We want to understand how the time to convert a multi-dimensional array to one dimension grows as the array size increases.

Specifically, we look at numpy's flatten() and ravel() methods.

Scenario Under Consideration

Analyze the time complexity of the following code snippet.

import numpy as np

arr = np.arange(1000).reshape(100, 10)
flat_arr = arr.flatten()
raveled_arr = arr.ravel()

This code creates a 2D array and converts it to 1D using flatten() and ravel().

Identify Repeating Operations

Identify the loops, recursion, array traversals that repeat.

  • Primary operation: Reading all elements of the array to create a 1D copy or view.
  • How many times: Once for each element in the array (n times, where n is total elements).
How Execution Grows With Input

As the number of elements grows, the time to flatten or ravel grows roughly in direct proportion.

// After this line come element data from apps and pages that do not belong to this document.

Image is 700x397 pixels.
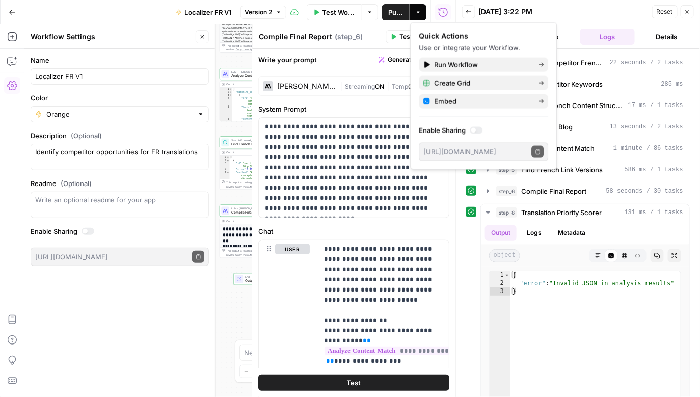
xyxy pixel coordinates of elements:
span: Analyze Content Match [231,73,283,78]
span: 13 seconds / 2 tasks [610,122,683,131]
div: 3 [490,287,511,296]
div: 1 [220,156,229,159]
span: Create Grid [434,78,530,88]
div: Output [226,219,283,223]
button: Test [259,375,450,391]
span: Analyze Content Match [521,143,595,153]
button: 586 ms / 1 tasks [481,162,689,178]
button: Reset [652,5,678,18]
label: Chat [259,226,450,236]
div: 6 [220,118,232,121]
label: Readme [31,178,209,189]
button: 285 ms [481,76,689,92]
span: Streaming [345,83,375,90]
span: Toggle code folding, rows 1 through 158 [229,88,232,91]
span: Copy the output [236,48,255,51]
span: Copy the output [236,185,255,188]
span: Reset [657,7,673,16]
span: LLM · [PERSON_NAME] 4 [231,206,284,210]
span: Toggle code folding, row 5 [227,171,229,174]
label: Color [31,93,209,103]
span: 0.0 [408,83,418,90]
div: This output is too large & has been abbreviated for review. to view the full content. [226,180,295,189]
div: Quick Actions [419,31,548,41]
textarea: Compile Final Report [259,32,333,42]
span: Localizer FR V1 [185,7,232,17]
button: Version 2 [241,6,286,19]
div: 5 [220,105,232,118]
span: (Optional) [61,178,92,189]
button: 58 seconds / 30 tasks [481,183,689,199]
span: Publish [388,7,404,17]
span: Test [400,32,413,41]
button: 22 seconds / 2 tasks [481,55,689,71]
button: Publish [382,4,410,20]
div: 2 [220,91,232,94]
button: 13 seconds / 2 tasks [481,119,689,135]
span: Toggle code folding, rows 1 through 7 [227,156,229,159]
span: Toggle code folding, rows 1 through 3 [504,271,510,279]
span: Run Workflow [434,60,530,70]
div: 1 [220,88,232,91]
span: Test Workflow [323,7,356,17]
div: 2 [490,279,511,287]
label: Enable Sharing [419,125,548,136]
button: 17 ms / 1 tasks [481,97,689,114]
span: Analyze French Content Structure [521,100,624,111]
div: 1 [490,271,511,279]
textarea: Identify competitor opportunities for FR translations [35,147,204,167]
span: Scrape Competitor French Blog [520,58,606,68]
span: 22 seconds / 2 tasks [610,58,683,67]
span: Toggle code folding, rows 3 through 16 [229,94,232,97]
button: Output [485,225,517,241]
span: Search Knowledge Base [231,138,284,142]
span: Output [245,278,279,283]
label: Enable Sharing [31,226,209,236]
div: Output [226,151,283,155]
input: Orange [46,109,193,119]
span: Find French Link Versions [231,142,284,147]
span: ON [375,83,384,90]
span: Temp [392,83,408,90]
span: Translation Priority Scorer [521,207,602,218]
label: Description [31,130,209,141]
span: Toggle code folding, rows 2 through 6 [227,159,229,162]
button: Metadata [552,225,592,241]
span: Get Competitor Keywords [521,79,603,89]
div: 4 [220,168,229,171]
label: Name [31,55,209,65]
div: This output is too large & has been abbreviated for review. to view the full content. [226,44,295,52]
span: step_5 [496,165,517,175]
div: Workflow Settings [31,32,193,42]
label: System Prompt [259,104,450,114]
div: 7 [220,121,232,130]
div: 3 [220,162,229,168]
div: 4 [220,97,232,106]
span: Compile Final Report [521,186,586,196]
span: Find French Link Versions [521,165,603,175]
span: object [489,249,520,262]
span: 17 ms / 1 tasks [628,101,683,110]
button: Localizer FR V1 [170,4,238,20]
span: Compile Final Report [231,210,284,215]
span: | [384,81,392,91]
button: user [276,244,310,254]
button: Details [639,29,694,45]
span: Toggle code folding, rows 2 through 157 [229,91,232,94]
span: Version 2 [245,8,273,17]
div: Write your prompt [253,49,456,70]
span: LLM · [PERSON_NAME] 4 [231,70,283,74]
span: Copy the output [236,253,255,256]
span: End [245,275,279,279]
span: step_8 [496,207,517,218]
div: 2 [220,159,229,162]
button: 131 ms / 1 tasks [481,204,689,221]
span: 58 seconds / 30 tasks [606,186,683,196]
button: Test Workflow [307,4,362,20]
button: Logs [580,29,635,45]
span: Generate with AI [388,55,437,64]
input: Untitled [35,71,204,82]
span: Embed [434,96,530,106]
button: Generate with AI [375,53,450,66]
span: 285 ms [661,79,683,89]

Input Size (n)Approx. Operations
10About 10 operations
100About 100 operations
1000About 1000 operations

Pattern observation: The work grows linearly as the array size increases.

Final Time Complexity

Time Complexity: O(n)

This means the time to convert grows directly with the number of elements in the array.

Common Mistake

[X] Wrong: "ravel() is always faster because it never copies data."

[OK] Correct: Sometimes ravel() must copy data if the array is not stored contiguously, so it can take similar time as flatten().

Interview Connect

Knowing how these methods scale helps you choose the right tool when working with large data arrays in real projects.

Self-Check

"What if we used flatten(order='F') instead of the default? How would the time complexity change?"